Oberlin Alumni Magazine

The Next Generation

How current Oberlin students are set up for future podcasting success.

May 28, 2025

Eloise Rich ’26

a person wearing a dark shirt smiles at the camera
Joe Richman ’87 is a Peabody Award-winning producer and reporter and the founder of Radio Diaries.
Courtesy of Joe Richman

When Assistant Professor of Creative Writing Ghassan Abou-Zeineddine started teaching at Oberlin, he attended a meet-and-greet with students interested in creative writing. “I said, ‘My interests are in fiction, then a bit of creative nonfiction … and I’m also really interested in podcasting,’” he recalls, noting this admission sparked quite a bit of interest. “As soon as the introductions were done and we were informally talking to students, a crowd came up to me, and all they wanted to know about was podcasts.”

This interest wasn’t surprising, as Oberlin already boasts an impressive network of alumni in audio journalism. But by embracing experimentation over convention and emphasizing craft, the college is creating a sound foundation for the next generation of podcasters and podcast lovers. 

While podcasting is a relatively new medium in academia—and unlike artistic forms like film or the novel, audio storytelling doesn’t have an institutionalized field of study—multiple Oberlin faculty are contributing to the burgeoning field of podcast pedagogy. Courses emphasize the art of the podcast via histories of audio storytelling, production skills, and the specificity of writing for the ear—the latter of which is the subject of a course taught by David Gutherz ’09, a visiting assistant professor of cinema and media. 

Gutherz also taught a class in the spring 2025 semester called Intro to Audio Documentary and Drama, which covered over a century’s worth of media and theory. “One of my principles as a pedagogue is that we have to estrange ourselves from the subject of our study in order to be able to see or hear it,” says Gutherz, who has worked for NPR’s podcast Invisibilia, which was co-founded by Alix Spiegel ’94. “Looking back is a useful way to create that estrangement—and remind us that [there is] a history to the way people listen and the way people create audio works.”

Above all, Gutherz wants to cultivate a capacity for listening—something echoed by Joe Richman ’87, a Peabody Award-winning producer and reporter and the founder of Radio Diaries. Richman’s spring 2025 class Journalistic Skills as Life Skills emphasized that public radio is inherently made with love and care.

“For audio storytelling, the best thing to do is go out there and do it: Talk to people, edit tape, try to write, have people edit your writing,” Richman says. In fact, he refutes the idea that kids shouldn’t talk to strangers. “What terrible, terrible advice. Maybe we’re living in a world right now where we’re afraid of strangers and afraid of our neighbors, but there’s something really profound and important about getting better about talking to people we don’t know.”

Oberlin also generates an idyllic climate for the world of audio storytelling by prioritizing interdisciplinary study—like cross-listed courses—and by taking a holistic approach to audio storytelling. Podcasting has been used as an alternative to traditional written midterms and final projects in the environmental studies and cinema and media departments, mimicking the dynamic exchange of ideas during in-class discussions. During this semester, my midterm for a course on French documentary involved recording a 20-minute podcast in which I spoke as a film critic sitting on a festival panel.

Abou-Zeineddine also approaches audio storytelling in a uniquely Oberlin fashion. His fall 2024 class The Art of Podcasting was designed to explore narrative form in audio storytelling, both fiction and nonfiction. “What really sets Oberlin apart from other institutions is how I see in our students, in faculty, and in departments how interdisciplinary it is,” he says. “We really kind of preach, ‘Don’t just take courses in creative writing; take courses in film, in dance, in art, because these different art forms can actually complement your writing.’ There’s that spirit of collaboration I see in our students, and that really sets the groundwork for audio storytelling.”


Below are records to give again exactly; omit each image they contain.

(Beginning of Data supplied)

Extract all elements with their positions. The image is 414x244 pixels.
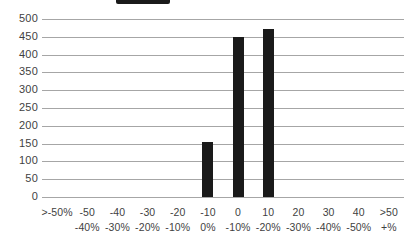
y-tick-label: 200 xyxy=(0,120,38,131)
plot-area xyxy=(42,19,404,197)
gridline xyxy=(42,37,404,38)
y-tick-label: 450 xyxy=(0,31,38,42)
y-tick-label: 100 xyxy=(0,155,38,166)
gridline xyxy=(42,197,404,198)
y-tick-label: 250 xyxy=(0,102,38,113)
x-tick-label: >50+% xyxy=(367,205,411,235)
gridline xyxy=(42,90,404,91)
gridline xyxy=(42,108,404,109)
gridline xyxy=(42,179,404,180)
y-tick-label: 150 xyxy=(0,138,38,149)
x-tick-label-line1: >50 xyxy=(367,205,411,220)
x-axis: >-50%-50-40%-40-30%-30-20%-20-10%-100%0-… xyxy=(42,205,404,241)
y-tick-label: 350 xyxy=(0,66,38,77)
y-tick-label: 400 xyxy=(0,49,38,60)
gridline xyxy=(42,144,404,145)
x-tick-label-line2: +% xyxy=(367,220,411,235)
gridline xyxy=(42,161,404,162)
y-tick-label: 300 xyxy=(0,84,38,95)
y-tick-label: 50 xyxy=(0,173,38,184)
gridline xyxy=(42,19,404,20)
y-tick-label: 500 xyxy=(0,13,38,24)
y-tick-label: 0 xyxy=(0,191,38,202)
histogram-chart: 500450400350300250200150100500 >-50%-50-… xyxy=(0,0,414,244)
y-axis: 500450400350300250200150100500 xyxy=(0,19,38,197)
bar[interactable] xyxy=(202,142,213,197)
bar[interactable] xyxy=(263,29,274,197)
gridline xyxy=(42,55,404,56)
bar[interactable] xyxy=(233,37,244,197)
gridline xyxy=(42,72,404,73)
chart-title-remnant xyxy=(236,0,340,2)
gridline xyxy=(42,126,404,127)
legend-swatch xyxy=(116,0,170,4)
chart-header-strip xyxy=(0,0,414,8)
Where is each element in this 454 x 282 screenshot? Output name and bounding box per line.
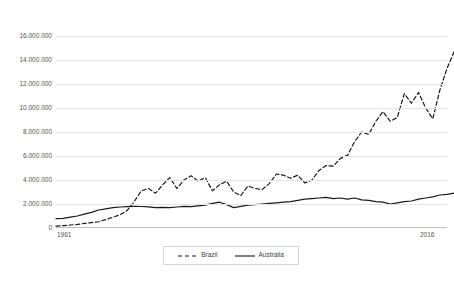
- x-axis-tick-end: 2016: [420, 232, 434, 239]
- gridline: [56, 84, 447, 85]
- solid-line-swatch: [235, 253, 255, 259]
- x-axis-tick-start: 1961: [57, 232, 71, 239]
- series-line-brazil: [56, 44, 454, 226]
- gridline: [56, 156, 447, 157]
- y-axis-tick-label: 6.000.000: [0, 153, 52, 160]
- y-axis-tick-label: 14.000.000: [0, 57, 52, 64]
- legend-item-brazil: Brazil: [178, 252, 217, 259]
- y-axis-tick-label: 0: [0, 225, 52, 232]
- gridline: [56, 180, 447, 181]
- y-axis-tick-label: 4.000.000: [0, 177, 52, 184]
- y-axis-tick-label: 12.000.000: [0, 81, 52, 88]
- y-axis-tick-label: 10.000.000: [0, 105, 52, 112]
- y-axis-tick-label: 2.000.000: [0, 201, 52, 208]
- legend-label-australia: Australia: [258, 252, 283, 259]
- legend-label-brazil: Brazil: [201, 252, 217, 259]
- chart-legend: Brazil Australia: [163, 246, 299, 265]
- gridline: [56, 204, 447, 205]
- gridline: [56, 60, 447, 61]
- series-line-australia: [56, 193, 454, 218]
- gridline: [56, 132, 447, 133]
- y-axis-tick-label: 8.000.000: [0, 129, 52, 136]
- line-chart: 02.000.0004.000.0006.000.0008.000.00010.…: [0, 0, 454, 282]
- legend-item-australia: Australia: [235, 252, 283, 259]
- y-axis-labels: 02.000.0004.000.0006.000.0008.000.00010.…: [0, 0, 52, 282]
- y-axis-tick-label: 16.000.000: [0, 33, 52, 40]
- gridline: [56, 108, 447, 109]
- plot-area: [56, 36, 447, 228]
- dashed-line-swatch: [178, 253, 198, 259]
- x-axis-line: [56, 227, 447, 228]
- gridline: [56, 36, 447, 37]
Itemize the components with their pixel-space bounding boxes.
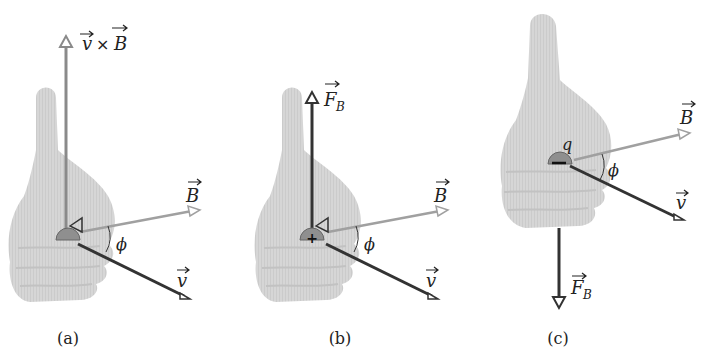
caption-c: (c) xyxy=(547,329,568,348)
panel-b: + F B B v ϕ (b) xyxy=(255,81,449,348)
label-b: B xyxy=(113,33,127,54)
phi-label-a: ϕ xyxy=(116,235,127,254)
right-hand-rule-diagram: v × B B v ϕ (a) + F B xyxy=(0,0,705,363)
q-label-c: q xyxy=(562,135,572,154)
hand-b xyxy=(255,88,361,303)
f-sub-c: B xyxy=(582,288,592,302)
b-arrowhead-a xyxy=(188,206,200,216)
f-sub-b: B xyxy=(335,100,345,114)
force-label-c: F B xyxy=(570,273,592,302)
force-label-b: F B xyxy=(323,81,345,114)
caption-b: (b) xyxy=(329,329,352,348)
phi-label-b: ϕ xyxy=(364,235,375,254)
label-times: × xyxy=(96,35,109,54)
hand-c xyxy=(501,14,612,228)
b-label-b: B xyxy=(433,185,447,206)
b-label-a: B xyxy=(185,185,199,206)
b-label-c: B xyxy=(679,107,693,128)
cross-product-label: v × B xyxy=(80,25,127,54)
panel-a: v × B B v ϕ (a) xyxy=(9,25,201,348)
caption-a: (a) xyxy=(57,329,79,348)
phi-label-c: ϕ xyxy=(608,161,619,180)
cross-product-arrowhead xyxy=(60,36,72,47)
charge-sign-b: + xyxy=(306,230,318,246)
hand-a xyxy=(9,88,115,303)
v-arrowhead-c xyxy=(674,214,684,220)
b-arrowhead-c xyxy=(678,129,690,139)
v-arrowhead-b xyxy=(428,293,438,299)
b-arrowhead-b xyxy=(436,206,448,216)
force-arrowhead-b xyxy=(306,92,318,103)
panel-c: q B v ϕ F B (c) xyxy=(501,14,695,348)
v-arrowhead-a xyxy=(180,293,190,299)
force-arrowhead-c xyxy=(553,297,565,308)
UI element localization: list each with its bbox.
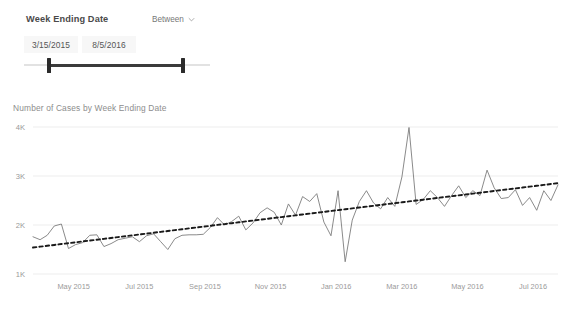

(End of Data supplied)

**Completed task**
Extract all elements with their positions. The image is 414x244 pixels.
y-tick-label: 200 xyxy=(0,120,38,131)
plot-area xyxy=(42,19,404,197)
gridline xyxy=(42,37,404,38)
y-tick-label: 450 xyxy=(0,31,38,42)
y-tick-label: 100 xyxy=(0,155,38,166)
gridline xyxy=(42,197,404,198)
y-tick-label: 250 xyxy=(0,102,38,113)
x-tick-label: >50+% xyxy=(367,205,411,235)
gridline xyxy=(42,90,404,91)
gridline xyxy=(42,108,404,109)
gridline xyxy=(42,179,404,180)
y-tick-label: 150 xyxy=(0,138,38,149)
x-tick-label-line1: >50 xyxy=(367,205,411,220)
x-axis: >-50%-50-40%-40-30%-30-20%-20-10%-100%0-… xyxy=(42,205,404,241)
y-tick-label: 350 xyxy=(0,66,38,77)
y-tick-label: 400 xyxy=(0,49,38,60)
gridline xyxy=(42,144,404,145)
x-tick-label-line2: +% xyxy=(367,220,411,235)
gridline xyxy=(42,161,404,162)
y-tick-label: 300 xyxy=(0,84,38,95)
y-tick-label: 50 xyxy=(0,173,38,184)
gridline xyxy=(42,19,404,20)
y-tick-label: 500 xyxy=(0,13,38,24)
y-tick-label: 0 xyxy=(0,191,38,202)
histogram-chart: 500450400350300250200150100500 >-50%-50-… xyxy=(0,0,414,244)
y-axis: 500450400350300250200150100500 xyxy=(0,19,38,197)
bar[interactable] xyxy=(202,142,213,197)
bar[interactable] xyxy=(263,29,274,197)
gridline xyxy=(42,55,404,56)
bar[interactable] xyxy=(233,37,244,197)
gridline xyxy=(42,72,404,73)
chart-title-remnant xyxy=(236,0,340,2)
gridline xyxy=(42,126,404,127)
legend-swatch xyxy=(116,0,170,4)
chart-header-strip xyxy=(0,0,414,8)
Where is each element in this 454 x 282 screenshot? Output name and bounding box per line.
- x-axis-tick-end: 2016: [420, 232, 434, 239]
- gridline: [56, 84, 447, 85]
- solid-line-swatch: [235, 253, 255, 259]
- x-axis-tick-start: 1961: [57, 232, 71, 239]
- series-line-brazil: [56, 44, 454, 226]
- gridline: [56, 156, 447, 157]
- y-axis-tick-label: 6.000.000: [0, 153, 52, 160]
- y-axis-tick-label: 14.000.000: [0, 57, 52, 64]
- legend-item-brazil: Brazil: [178, 252, 217, 259]
- y-axis-tick-label: 0: [0, 225, 52, 232]
- gridline: [56, 180, 447, 181]
- y-axis-tick-label: 4.000.000: [0, 177, 52, 184]
- y-axis-tick-label: 12.000.000: [0, 81, 52, 88]
- y-axis-tick-label: 10.000.000: [0, 105, 52, 112]
- y-axis-tick-label: 2.000.000: [0, 201, 52, 208]
- legend-label-australia: Australia: [258, 252, 283, 259]
- legend-label-brazil: Brazil: [201, 252, 217, 259]
- chart-legend: Brazil Australia: [163, 246, 299, 265]
- gridline: [56, 204, 447, 205]
- gridline: [56, 60, 447, 61]
- series-line-australia: [56, 193, 454, 218]
- gridline: [56, 132, 447, 133]
- y-axis-tick-label: 8.000.000: [0, 129, 52, 136]
- line-chart: 02.000.0004.000.0006.000.0008.000.00010.…: [0, 0, 454, 282]
- legend-item-australia: Australia: [235, 252, 283, 259]
- y-axis-labels: 02.000.0004.000.0006.000.0008.000.00010.…: [0, 0, 52, 282]
- y-axis-tick-label: 16.000.000: [0, 33, 52, 40]
- gridline: [56, 108, 447, 109]
- plot-area: [56, 36, 447, 228]
- dashed-line-swatch: [178, 253, 198, 259]
- x-axis-line: [56, 227, 447, 228]
- gridline: [56, 36, 447, 37]
Itemize the components with their pixel-space bounding boxes.
caption-c: (c) xyxy=(547,329,568,348)
panel-b: + F B B v ϕ (b) xyxy=(255,81,449,348)
label-b: B xyxy=(113,33,127,54)
phi-label-a: ϕ xyxy=(116,235,127,254)
right-hand-rule-diagram: v × B B v ϕ (a) + F B xyxy=(0,0,705,363)
q-label-c: q xyxy=(562,135,572,154)
hand-b xyxy=(255,88,361,303)
f-sub-c: B xyxy=(582,288,592,302)
b-arrowhead-a xyxy=(188,206,200,216)
f-sub-b: B xyxy=(335,100,345,114)
force-label-c: F B xyxy=(570,273,592,302)
force-label-b: F B xyxy=(323,81,345,114)
caption-b: (b) xyxy=(329,329,352,348)
phi-label-b: ϕ xyxy=(364,235,375,254)
label-times: × xyxy=(96,35,109,54)
hand-c xyxy=(501,14,612,228)
b-label-b: B xyxy=(433,185,447,206)
b-label-a: B xyxy=(185,185,199,206)
b-label-c: B xyxy=(679,107,693,128)
cross-product-label: v × B xyxy=(80,25,127,54)
panel-a: v × B B v ϕ (a) xyxy=(9,25,201,348)
caption-a: (a) xyxy=(57,329,79,348)
phi-label-c: ϕ xyxy=(608,161,619,180)
cross-product-arrowhead xyxy=(60,36,72,47)
charge-sign-b: + xyxy=(306,230,318,246)
hand-a xyxy=(9,88,115,303)
v-arrowhead-c xyxy=(674,214,684,220)
b-arrowhead-c xyxy=(678,129,690,139)
v-arrowhead-b xyxy=(428,293,438,299)
b-arrowhead-b xyxy=(436,206,448,216)
force-arrowhead-b xyxy=(306,92,318,103)
panel-c: q B v ϕ F B (c) xyxy=(501,14,695,348)
v-arrowhead-a xyxy=(180,293,190,299)
force-arrowhead-c xyxy=(553,297,565,308)
UI element localization: list each with its bbox.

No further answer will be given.